How do I get the month and day with leading 0's in SQL? (e.g. 9 => 09)

前端 未结 11 1069
旧巷少年郎
旧巷少年郎 2020-12-08 06:03
DECLARE @day CHAR(2)

SET @day = DATEPART(DAY, GETDATE())

PRINT @day

If today was the 9th of December, the above would print \"9\".

I want

相关标签:
11条回答
  • 2020-12-08 06:50

    Try this :

    SELECT CONVERT(varchar(2), GETDATE(), 101)
    
    0 讨论(0)
  • 2020-12-08 06:50

    SQL Server 2012+ (for both month and day):

    SELECT FORMAT(GetDate(),'MMdd')
    

    If you decide you want the year too, use:

    SELECT FORMAT(GetDate(),'yyyyMMdd')
    
    0 讨论(0)
  • 2020-12-08 06:53

    Roll your own method

    This is a generic approach for left padding anything. The concept is to use REPLICATE to create a version which is nothing but the padded value. Then concatenate it with the actual value, using a isnull/coalesce call if the data is NULLable. You now have a string that is double the target size to exactly the target length or somewhere in between. Now simply sheer off the N right-most characters and you have a left padded string.

    SELECT RIGHT(REPLICATE('0', 2) + CAST(DATEPART(DAY, '2012-12-09') AS varchar(2)), 2) AS leftpadded_day
    

    Go native

    The CONVERT function offers various methods for obtaining pre-formatted dates. Format 103 specifies dd which means leading zero preserved so all that one needs to do is slice out the first 2 characters.

    SELECT CONVERT(char(2), CAST('2012-12-09' AS datetime), 103) AS convert_day
    
    0 讨论(0)
  • 2020-12-08 06:57

    Use SQL Server's date styles to pre-format your date values.

    SELECT
        CONVERT(varchar(2), GETDATE(), 101) AS monthLeadingZero  -- Date Style 101 = mm/dd/yyyy
        ,CONVERT(varchar(2), GETDATE(), 103) AS dayLeadingZero   -- Date Style 103 = dd/mm/yyyy
    
    0 讨论(0)
  • 2020-12-08 06:58
    Select Replicate('0',2 - DataLength(Convert(VarChar(2),DatePart(DAY, GetDate()))) + Convert(VarChar(2),DatePart(DAY, GetDate())
    

    Far neater, he says after removing tongue from cheek.

    Usually when you have to start doing this sort of thing in SQL, you need switch from can I, to should I.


#### DIRECTIONS FOR THIS TASK:
Print the records below exactly, with no pictures.

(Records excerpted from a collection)
╔══
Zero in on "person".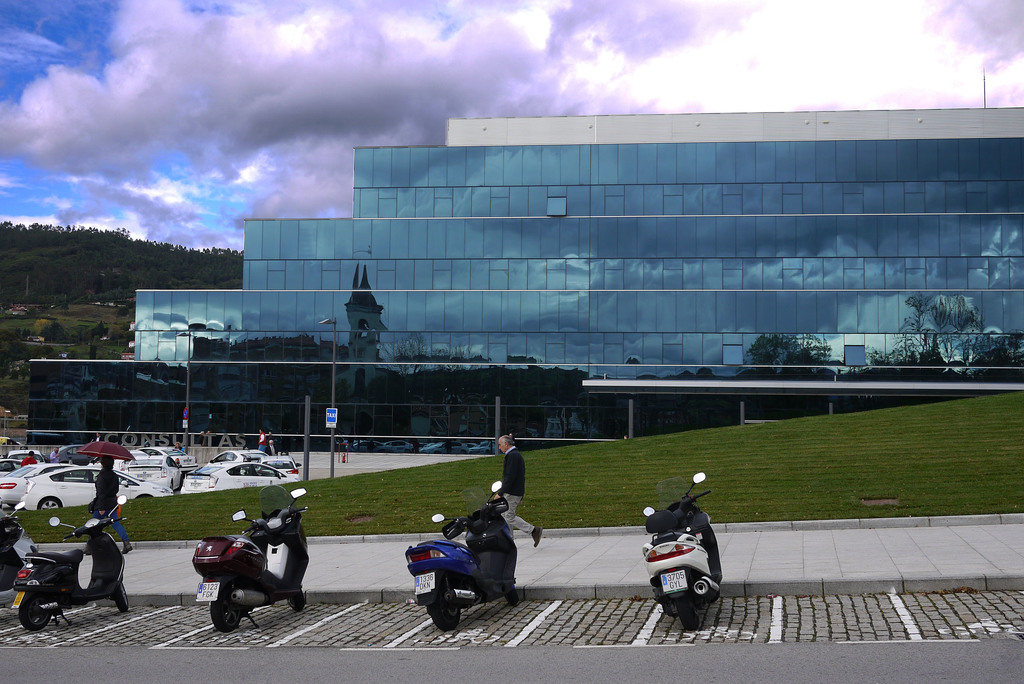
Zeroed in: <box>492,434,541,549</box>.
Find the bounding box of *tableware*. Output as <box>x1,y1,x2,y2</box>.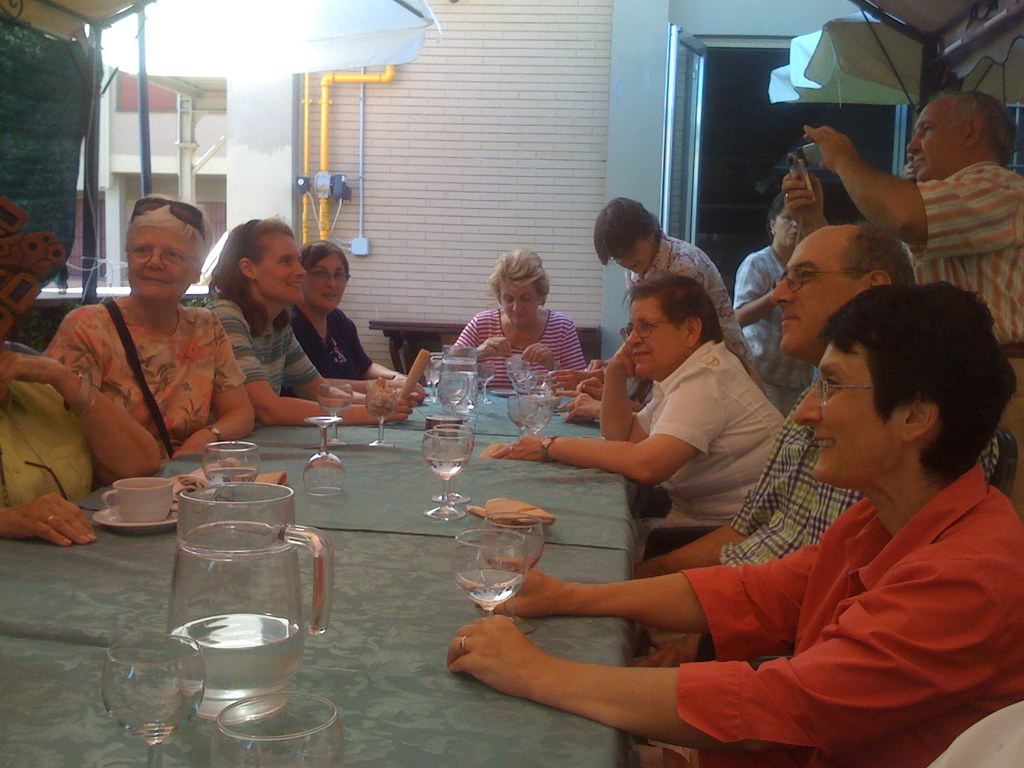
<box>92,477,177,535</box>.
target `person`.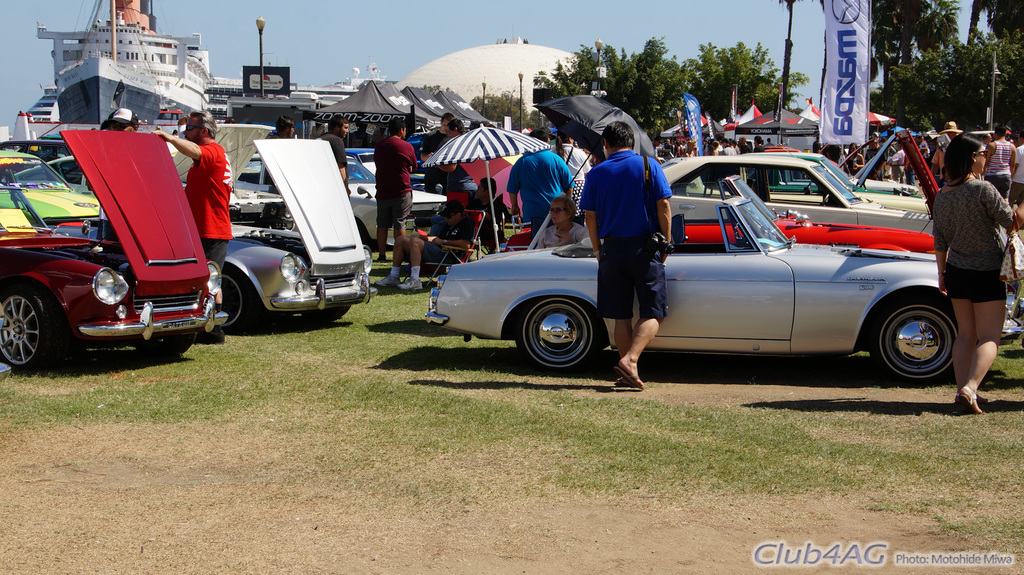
╚══
#### SOLUTION:
Zero in on "person".
Zeroed in: <box>492,434,541,549</box>.
Find the bounding box of *tableware*. Output as <box>x1,y1,x2,y2</box>.
<box>92,477,177,535</box>.
target `person`.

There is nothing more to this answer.